Peirs_Le_1915-11-05_01 Peirs_Le_1915-11-05_02

Peirs_Le_1915-11-05_03 Peirs_Le_1915-11-05_04

Transcription

8th Queens
B. E. F.
5.11.1915.

My dear Father,

Many thanks for your letter received to-day & for the copy of Glad’s, also for Mother’s & two parcels of socks & mittens & a further parcel of eatables from yourself.

I ought at this moment to be in the trenches as the Battalion we relieve was to stay in longer, but owing to the filthy weather & the rotten state of the trenches they came out early & we relieved them yesterday. I stayed behind as I am at the moment on a special job which is really policeman’s work, being in charge of a number of posts on the local roads to hold up everyone & examine their passes & send in anyone who cannot account for himself satisfactorily for further examination.

Of course one can’t take orders too literally or half the army would now be languishing in gaol as none of them worry about passes, but we have got a civilian or two & may have more before the evening is out. It started at 9 last night & we chuck it at 9 to-night & I am going up to the trenches to-morrow

I had a Divisional car to go about in & it was just as well as it took me over 5 hours last night to get round my section even in that, & a little less this morning. The roads in places are awful & it is amazing how the cars stand it, & of course some of the posts were placed, so that we could only get to them by wading through thick mud, so I had a cheery time slushing about last night. Some of the post commanders were rather too zealous & were quite prepared to arrest the G. O. C. if he appeared. One of them did arrest a Gunner brigade major & send him back for identification to Hqrs & I met him afterwards & he didn’t like it a bit.

However he will take a pass with him in future. As the regiment we relieve has come back into our camp, I was rather at a loss where to go when not on my rounds, but I have attached myself to our quartermaster (Who stays back here & sends up the rations from here) & am consequently very comfortable.

Owing to Court Martials & arrange-ments for to-day’s show I have hardly seen anything of the regiment or our new C. O. since he joined. He is a very strict disciplinarian & I am afraid will be rather too much so, as the old sort of discipline is to my mind not required by the new army, or any how not by our men.

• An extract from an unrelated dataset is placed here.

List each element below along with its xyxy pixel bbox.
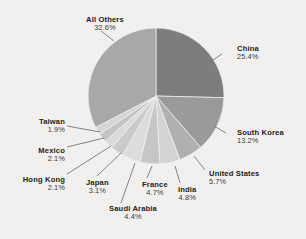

They have got enough to put up with without bothering them with small details. However we shall see how he goes on. Certainly the drafts that have come to us from the 3rd Battln. which were trained when he was adjutant are jolly good & he will wake us all up.

Love to all

from Jack.


Commentary

Peirs finds himself out of the trenches in this letter. The rest of his battalion went up the line to relieve the East Surreys, their position approximately 3/4 of a mile west of Dickebusch, Belgium. For the next four days the 8th Queens would be in the line and then rotated out.

For the moment, and in this letter, Peirs is doing a type of provost duty behind the lines managing checkpoints, a task which he accepts as necessary, but does not like at all.

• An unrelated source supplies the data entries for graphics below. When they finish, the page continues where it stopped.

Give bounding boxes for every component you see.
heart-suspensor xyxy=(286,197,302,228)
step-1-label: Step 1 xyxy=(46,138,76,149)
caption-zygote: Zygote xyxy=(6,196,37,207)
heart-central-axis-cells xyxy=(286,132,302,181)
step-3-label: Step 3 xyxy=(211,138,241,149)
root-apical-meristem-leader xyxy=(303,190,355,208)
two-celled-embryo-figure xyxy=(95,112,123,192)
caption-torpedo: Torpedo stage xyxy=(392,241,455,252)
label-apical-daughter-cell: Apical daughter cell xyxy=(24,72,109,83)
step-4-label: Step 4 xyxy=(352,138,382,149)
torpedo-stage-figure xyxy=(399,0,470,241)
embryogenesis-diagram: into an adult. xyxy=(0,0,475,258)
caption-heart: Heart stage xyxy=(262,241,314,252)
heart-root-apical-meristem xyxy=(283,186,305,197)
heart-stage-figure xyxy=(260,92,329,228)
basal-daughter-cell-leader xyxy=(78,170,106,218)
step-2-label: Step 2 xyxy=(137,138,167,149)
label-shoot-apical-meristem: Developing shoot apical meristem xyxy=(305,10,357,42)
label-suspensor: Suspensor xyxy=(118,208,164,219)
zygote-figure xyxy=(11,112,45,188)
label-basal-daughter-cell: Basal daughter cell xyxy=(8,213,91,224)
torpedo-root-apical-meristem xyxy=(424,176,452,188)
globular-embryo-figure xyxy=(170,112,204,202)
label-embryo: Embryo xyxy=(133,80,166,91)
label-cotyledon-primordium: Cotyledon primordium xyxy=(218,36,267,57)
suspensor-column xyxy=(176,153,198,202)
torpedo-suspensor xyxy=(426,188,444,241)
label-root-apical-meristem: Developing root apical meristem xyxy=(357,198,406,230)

When we last heard about Peirs’s new commanding officer, Lt. Col. A.M. Tringham, he was pleased with his selection. In four days, though, his mind had changed slightly as he found him to be a bit of a martinet. In this letter he makes a distinction between the old army and the new army that is somewhat revealing writing of his C.O.:

He is a very strict disciplinarian & I am afraid will be rather too much so, as the old sort of discipline is to my mind not required by the new army, or any how not by our men. They have got enough to put up with without bothering them with small details.

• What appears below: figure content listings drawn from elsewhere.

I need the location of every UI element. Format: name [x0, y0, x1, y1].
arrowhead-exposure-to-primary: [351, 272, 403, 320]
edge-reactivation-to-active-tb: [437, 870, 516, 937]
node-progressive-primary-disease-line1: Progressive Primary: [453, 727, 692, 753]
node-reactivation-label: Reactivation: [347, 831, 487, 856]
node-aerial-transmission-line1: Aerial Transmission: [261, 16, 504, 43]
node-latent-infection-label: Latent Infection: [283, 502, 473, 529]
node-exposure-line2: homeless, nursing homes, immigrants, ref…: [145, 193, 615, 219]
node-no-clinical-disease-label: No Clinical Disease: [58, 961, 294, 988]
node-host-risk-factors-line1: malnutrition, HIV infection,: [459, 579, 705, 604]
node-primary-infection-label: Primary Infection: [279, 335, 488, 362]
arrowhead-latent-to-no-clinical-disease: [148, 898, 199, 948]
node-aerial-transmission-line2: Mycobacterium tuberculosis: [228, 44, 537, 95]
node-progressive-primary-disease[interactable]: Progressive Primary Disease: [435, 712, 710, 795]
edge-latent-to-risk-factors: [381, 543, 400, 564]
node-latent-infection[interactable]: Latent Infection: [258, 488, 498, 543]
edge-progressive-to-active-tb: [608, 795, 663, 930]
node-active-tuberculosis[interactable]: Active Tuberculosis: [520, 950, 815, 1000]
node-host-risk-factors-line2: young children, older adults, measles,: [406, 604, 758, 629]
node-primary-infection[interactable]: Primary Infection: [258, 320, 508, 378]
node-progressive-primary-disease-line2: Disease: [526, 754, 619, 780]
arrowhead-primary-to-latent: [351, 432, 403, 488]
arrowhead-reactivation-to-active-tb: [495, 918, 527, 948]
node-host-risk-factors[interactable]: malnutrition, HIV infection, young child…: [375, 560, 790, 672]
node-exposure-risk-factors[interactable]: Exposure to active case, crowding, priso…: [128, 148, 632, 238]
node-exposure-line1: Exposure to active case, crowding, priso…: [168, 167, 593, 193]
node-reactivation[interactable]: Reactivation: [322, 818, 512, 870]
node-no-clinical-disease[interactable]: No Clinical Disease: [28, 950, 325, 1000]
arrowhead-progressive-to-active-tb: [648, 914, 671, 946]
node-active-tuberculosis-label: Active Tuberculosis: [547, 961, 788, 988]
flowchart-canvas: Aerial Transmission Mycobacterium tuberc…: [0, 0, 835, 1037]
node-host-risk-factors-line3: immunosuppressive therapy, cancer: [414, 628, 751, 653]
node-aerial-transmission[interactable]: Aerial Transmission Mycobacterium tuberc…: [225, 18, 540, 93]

The men of his battalion were volunteer civilians mostly who were not of, what he calls,  the ‘old sort’ of British soldier, who put up with rigid discipline as part of their profession. Peirs had a more pragmatic approach to military leadership understanding and accepting the value of some military discipline, but also understanding that rigidity bred resentment in his men. In this letter, he is clearly worried that his new C.O.’s leadership style was rubbing the men the wrong way.